Carrots and the Roots of Kindness, from Leo and Sophia Tolstoy to Ross Gay

A lovely reminder that “kindness and kin have the same mother.”


Carrots and the Roots of Kindness, from Leo and Sophia Tolstoy to Ross Gay

In the bleak Russian winter of 1902, Sofia Tolstoy filled her diary with anxieties about her husband’s health — “palpitations, difficulty in breathing, insomnia, general misery” — and his refusal to follow the protein-rich diet of fish and chicken his doctor had prescribed. Tolstoy was averse to vegetables. A decade earlier, in his incremental conquest of kindness — something he hadn’t always extended to his own wife in the early chapters of their long and devoted marriage as he was learning how to be a decent person — he had awakened to the barbarism of killing animals as an act “contrary to the moral feeling” that is the fundamental building block of the good life. “We cannot pretend that we do not know this,” he wrote. A century after Shelley’s impassioned case for it, Tolstoy had become a vegetarian, holding on to his ethic even as his health began failing. “Nothing can make our life, or the lives of other people, more beautiful than perpetual kindness,” he came to write in his old age as he reckoned with his own imperfect life.

His ethic of kindness included vegetables, and his favorite vegetable was carrots. Naturally, I thought of Tolstoy as I reread poet and gardener Ross Gay’s exquisite harmonizing of carrots and kindness in a fragment of The Book of Delights (public library) — his soul-broadening yearlong experiment in willful gladness.

Ross Gay

The entry for July 4, titled “Pulling Carrots,” took me back to my grandmother’s garden, back to pulling carrots with my own tiny hands a century and an artificial border across from Tolstoy and his wife, his wife who bore the name of my birthplace. The best books both take us outside of ourselves and return us to our true selves, sometimes by helping us to befriend the most innocent childlike parts of ourselves that we have long suppressed in adulthood.

Gay is a writer:

We pulled today the carrots that Stephanie had sown in her March garden. She planted two kinds: a red kind shaped like a standard kind, and a squat orange kind with a French name, a kind I recall the packet calling a “market variety,” probably because, like the red kind, it’s an eye-catcher. It was also sweet. I discovered this by nibbling on a few of them like Bugs Bunny while pulling them.

Daucus carota (wild carrot, or Queen Anne’s Lace) from Pictures from the Nordic FloraBy A. Mentz, C.H. Ostenfeld, 1917. This print is also available as stationery cards and a printed copy. All proceeds go to The Nature Conservancy.

I confess I have a deep antipathy to the common trope of anchoring ideas in dictionary definitions or etymologies — a kind of crutch, like using Italics or exclamation points for emphasis, leaned on when a writer lacks the stylistic skill to create emphasis or definition with the writing itself. Poetry is the one who can free language from its commonplaces. Ross Gay, who did the work of David Whyte to revive dead word definitions, does the same for the crutch that is etymology. He uses a Russian nesting doll full of meanings as Ross Gay.

Word TypeMeaning TypeOr VarietyYou may have seen me use the phrase with a flourish. It is a delight because it places the goodness of carrots at the forefront of this conversation (good for the eyes, tasty, etc.).It reminds us all that kindness and our kin share the same mother. Perhaps making the people we show kindness to our kin. Whomever we may be of assistance Might be. This circle is large.

These are kinds, I am thinking, as I snip the feathery green tops, making my way through the pile, holding the root in one hand, feeling the knobs and grains, the divots where they’ve grown against a rock or some critter nibbled. The four to five red carrots that are almost two, the carrot legs needing some tiny pantaloons.

It is because so much food, including carrots, lies under ground that it must be found. Uncovered. And after the discovering, and the uncovering, choosing which ones to replant, and replant, and replant, and replant, and replant, and replant, until there was the long red kind I’m brushing the soil from. Then came the small, squaty kind that was piling up in the basket. It was kindness. They’re our family.

One of the doodles Darwin’s kids left all over his manuscript of About the Origin of Species.

This is a small part of the whole delightful story. The Book of Delights with two kindred poems — Lucille Clifton’s “cutting greens” and Marissa Davis’s “Singularity” — then revisit Ross Gay (along with two centuries of other great writers, including Emily Dickinson, Virginia Woolf, Oliver Sacks, Jamaica Kincaid, and Rebecca Solnit) on the creative and spiritual rewards of gardening.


TASK TO COMPLETE:
In your copy, repeat the records exactly and leave out the pictures.

━━━━━ INFORMATION SUPPLIED ━━━━━

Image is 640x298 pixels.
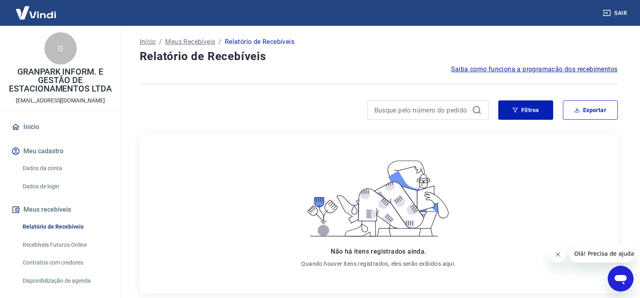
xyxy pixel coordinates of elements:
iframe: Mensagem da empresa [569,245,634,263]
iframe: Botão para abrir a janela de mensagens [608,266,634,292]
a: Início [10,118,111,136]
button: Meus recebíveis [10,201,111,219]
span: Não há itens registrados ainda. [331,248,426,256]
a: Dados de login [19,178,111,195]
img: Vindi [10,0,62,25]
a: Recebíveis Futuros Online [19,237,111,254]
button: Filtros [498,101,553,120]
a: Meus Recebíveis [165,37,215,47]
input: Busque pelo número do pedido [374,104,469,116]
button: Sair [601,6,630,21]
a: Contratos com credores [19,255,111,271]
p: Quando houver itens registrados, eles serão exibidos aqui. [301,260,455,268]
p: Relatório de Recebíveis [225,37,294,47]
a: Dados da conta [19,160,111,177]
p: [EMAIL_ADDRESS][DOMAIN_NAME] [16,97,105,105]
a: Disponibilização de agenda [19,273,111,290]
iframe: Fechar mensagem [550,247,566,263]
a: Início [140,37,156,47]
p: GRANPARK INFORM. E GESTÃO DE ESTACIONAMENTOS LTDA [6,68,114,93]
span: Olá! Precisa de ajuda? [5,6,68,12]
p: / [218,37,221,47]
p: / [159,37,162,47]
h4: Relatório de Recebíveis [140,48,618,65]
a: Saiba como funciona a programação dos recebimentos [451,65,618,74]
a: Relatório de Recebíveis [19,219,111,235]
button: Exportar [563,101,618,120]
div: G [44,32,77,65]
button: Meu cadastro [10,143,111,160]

━━━━━

OUTPUT OF THE TASK:
Image is 640x298 pixels.
xyxy pixel coordinates of elements:
iframe: Mensagem da empresa [569,245,634,263]
iframe: Botão para abrir a janela de mensagens [608,266,634,292]
a: Início [10,118,111,136]
button: Meus recebíveis [10,201,111,219]
span: Não há itens registrados ainda. [331,248,426,256]
a: Dados de login [19,178,111,195]
img: Vindi [10,0,62,25]
a: Recebíveis Futuros Online [19,237,111,254]
button: Filtros [498,101,553,120]
a: Meus Recebíveis [165,37,215,47]
input: Busque pelo número do pedido [374,104,469,116]
button: Sair [601,6,630,21]
a: Contratos com credores [19,255,111,271]
p: Quando houver itens registrados, eles serão exibidos aqui. [301,260,455,268]
p: Relatório de Recebíveis [225,37,294,47]
a: Dados da conta [19,160,111,177]
p: [EMAIL_ADDRESS][DOMAIN_NAME] [16,97,105,105]
a: Disponibilização de agenda [19,273,111,290]
iframe: Fechar mensagem [550,247,566,263]
a: Início [140,37,156,47]
p: GRANPARK INFORM. E GESTÃO DE ESTACIONAMENTOS LTDA [6,68,114,93]
span: Olá! Precisa de ajuda? [5,6,68,12]
p: / [218,37,221,47]
p: / [159,37,162,47]
h4: Relatório de Recebíveis [140,48,618,65]
a: Saiba como funciona a programação dos recebimentos [451,65,618,74]
a: Relatório de Recebíveis [19,219,111,235]
button: Exportar [563,101,618,120]
div: G [44,32,77,65]
button: Meu cadastro [10,143,111,160]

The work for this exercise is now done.